Transnational processes, development studies and changing social hierarchies in the world system: a Central American case study

Authors
Citation
Wi. Robinson, Transnational processes, development studies and changing social hierarchies in the world system: a Central American case study, THIRD WORLD, 22(4), 2001, pp. 529-563
Citations number
78
Categorie Soggetti
EnvirnmentalStudies Geografy & Development
Journal title
THIRD WORLD QUARTERLY
ISSN journal
01436597 → ACNP
Volume
22
Issue
4
Year of publication
2001
Pages
529 - 563
Database
ISI
SICI code
0143-6597(200108)22:4<529:TPDSAC>2.0.ZU;2-H
Abstract
Globalisation is bringing about changes in social hierarchies in the world capitalist system which traditional categories and frameworks in developmen t studies and macro-sociologies are unable to capture. Under globalisation processes of uneven accumulation are unfolding in accordance with a social and not a national logic. The increasing subordination of the logic of geog raphy to that of production and the rising disjuncture between the fortunes of social groups and of nation-states, among other processes, demand that we rethink development. The social configuration of space can no longer be conceived in the nation-state terms that development theories posit but rat her as processes of uneven development denoted primarily by social group ra ther than territorial differentiation. Social polarisation, the fragmentati on of national economies, and the select integration of social groups into transnational networks, suggest that development may be reconceived not as a national process, in which what 'develops' is a nation, but in terms of d eveloped, underdeveloped and intermediate population groups occupying contr adictory or unstable locations in a transnational environment. The shift to flexible accumulation worldwide and from an international to a global divi sion of labour result in an increasing heterogeneity of labour markets in e ach locale.

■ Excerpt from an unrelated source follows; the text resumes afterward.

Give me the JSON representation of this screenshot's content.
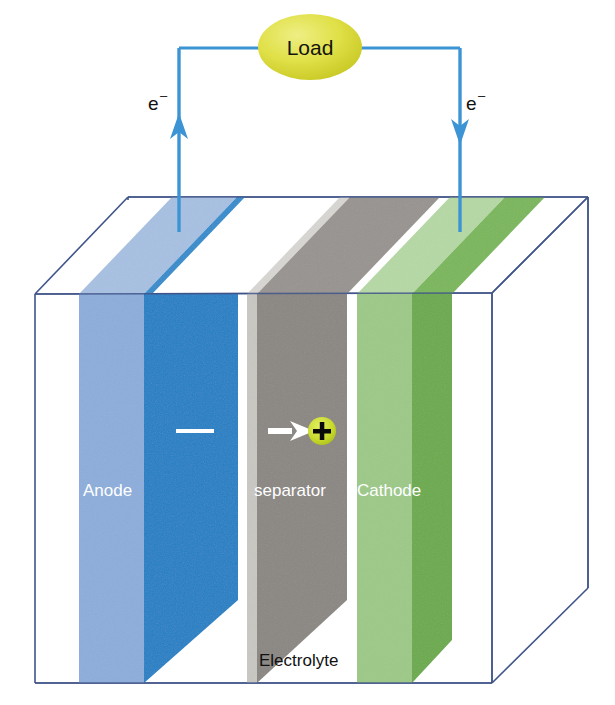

Labour market participation becomes a key determinant of new so cial hierarchies and of development conceived in social groups terms. Local and national labour markets are themselves increasingly transnationalised, part of a global labour market, in which differentiated participation dete rmines social development. This article applies these propositions to a cas e study of Central America, examining the changing fortunes of one particul ar region under global capitalism and the lessons it offers for changing so cial hierarchies in the world capitalist system and for a renewal of the so ciology of development.